The library may be represented in four layers: IDE, programming model, deployment facilities, and non-functional features.
ProActive offers IC2D, an interactive graphical enviroment for remote monitoring and control of distributed applications. Due to the fact that it uses the standard (starting with the J2SE platform 5.0) Java Management Extensions (JMX) technology in order to monitor distribution, IC2D can be deployed without requiring changes to the JVM or Java.
The programming model consists of the active objects model which offer asynchronous communication, typed group communication, and the object-oriented SPMD programming paradigm. In addition to the standard object oriented programming paradigm, ProActive also proposes a component-based programming paradigm, by providing an implementation of the Fractal component model geared at Grid computing.
The deployment layer includes a deployment framework; it is detailed in Part V, “Deployment And Virtualization”, and it allows the creation of remote active objects on various infrastructures. A scheduler is also proposed to manage the deployment of jobs. The load-balancing framework uses the migration capabilities to optimize the placement of the distributed active objects.
Non-functional features include a transparent fault-tolerance mechanism based on a communication-induced check-pointing protocol, a security framework for communications between remote active objects, migration capabilities for the mobility of active objects, a mechanism for the management of exceptions, a complete distributed garbage collector for active objects, and a mechanism for wrapping legacy code, notably as a way to control and interact with MPI applications.

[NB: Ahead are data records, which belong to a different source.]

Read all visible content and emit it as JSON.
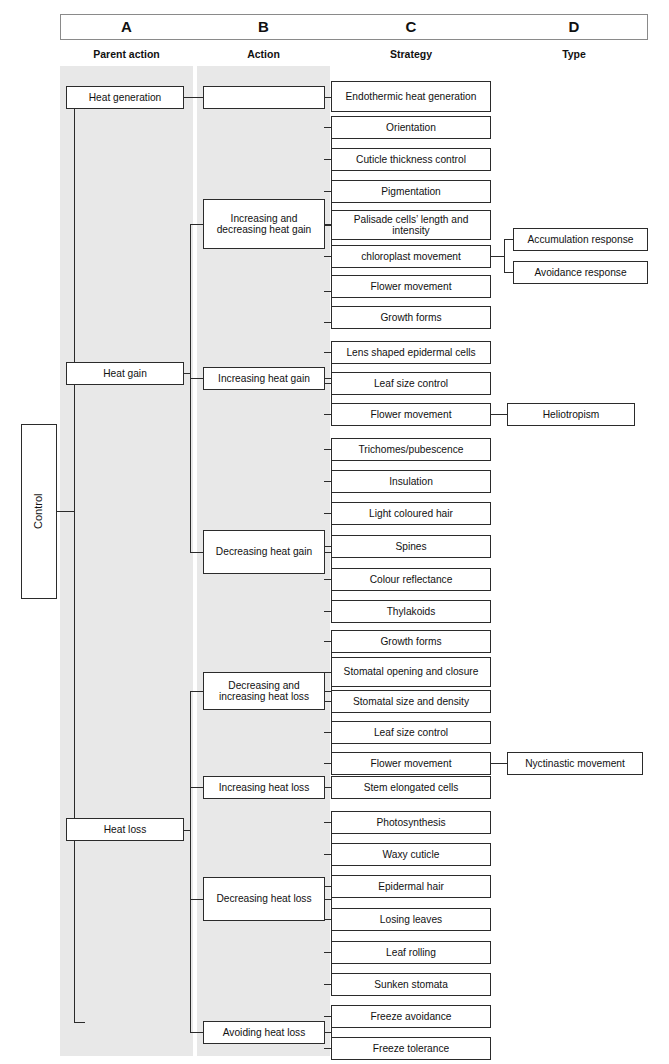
{
  "header": {
    "columns": [
      {
        "letter": "A",
        "label": "Parent action"
      },
      {
        "letter": "B",
        "label": "Action"
      },
      {
        "letter": "C",
        "label": "Strategy"
      },
      {
        "letter": "D",
        "label": "Type"
      }
    ]
  },
  "root": {
    "label": "Control"
  },
  "parent_actions": [
    {
      "label": "Heat generation"
    },
    {
      "label": "Heat gain"
    },
    {
      "label": "Heat loss"
    }
  ],
  "actions": [
    {
      "label": ""
    },
    {
      "label": "Increasing and decreasing heat gain"
    },
    {
      "label": "Increasing heat gain"
    },
    {
      "label": "Decreasing heat gain"
    },
    {
      "label": "Decreasing and increasing heat loss"
    },
    {
      "label": "Increasing heat loss"
    },
    {
      "label": "Decreasing heat loss"
    },
    {
      "label": "Avoiding heat loss"
    }
  ],
  "strategies": [
    {
      "label": "Endothermic heat generation"
    },
    {
      "label": "Orientation"
    },
    {
      "label": "Cuticle thickness control"
    },
    {
      "label": "Pigmentation"
    },
    {
      "label": "Palisade cells’ length and intensity"
    },
    {
      "label": "chloroplast movement"
    },
    {
      "label": "Flower movement"
    },
    {
      "label": "Growth forms"
    },
    {
      "label": "Lens shaped epidermal cells"
    },
    {
      "label": "Leaf size control"
    },
    {
      "label": "Flower movement"
    },
    {
      "label": "Trichomes/pubescence"
    },
    {
      "label": "Insulation"
    },
    {
      "label": "Light coloured hair"
    },
    {
      "label": "Spines"
    },
    {
      "label": "Colour reflectance"
    },
    {
      "label": "Thylakoids"
    },
    {
      "label": "Growth forms"
    },
    {
      "label": "Stomatal opening and closure"
    },
    {
      "label": "Stomatal size and density"
    },
    {
      "label": "Leaf size control"
    },
    {
      "label": "Flower movement"
    },
    {
      "label": "Stem elongated cells"
    },
    {
      "label": "Photosynthesis"
    },
    {
      "label": "Waxy cuticle"
    },
    {
      "label": "Epidermal hair"
    },
    {
      "label": "Losing leaves"
    },
    {
      "label": "Leaf rolling"
    },
    {
      "label": "Sunken stomata"
    },
    {
      "label": "Freeze avoidance"
    },
    {
      "label": "Freeze tolerance"
    }
  ],
  "types": [
    {
      "label": "Accumulation response"
    },
    {
      "label": "Avoidance response"
    },
    {
      "label": "Heliotropism"
    },
    {
      "label": "Nyctinastic movement"
    }
  ],
  "colors": {
    "band": "#e8e8e8",
    "box_border": "#2b2b2b",
    "header_border": "#8a8a8a",
    "text": "#111111",
    "page_background": "#ffffff"
  }
}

In the communication layer several protocols are provided for the communication between active objects: Java RMI as the default protocol, SSH, HTTP, tunneled RMI. It is also possible to export active objects as Web Services, which can then be accessed using the standard SOAP protocol. A file transfer mechanism is also implemented; it allows the transfer of files between active objects, for instance to send large data input files or to retrieve results files. ProActive also provides a peer-to-peer (P2P) infrastructure that allows for starting computations on P2P networks by using a dynamic overlay network of JVMs. Under this framework, peers can dynamically join the network and participate in the computations.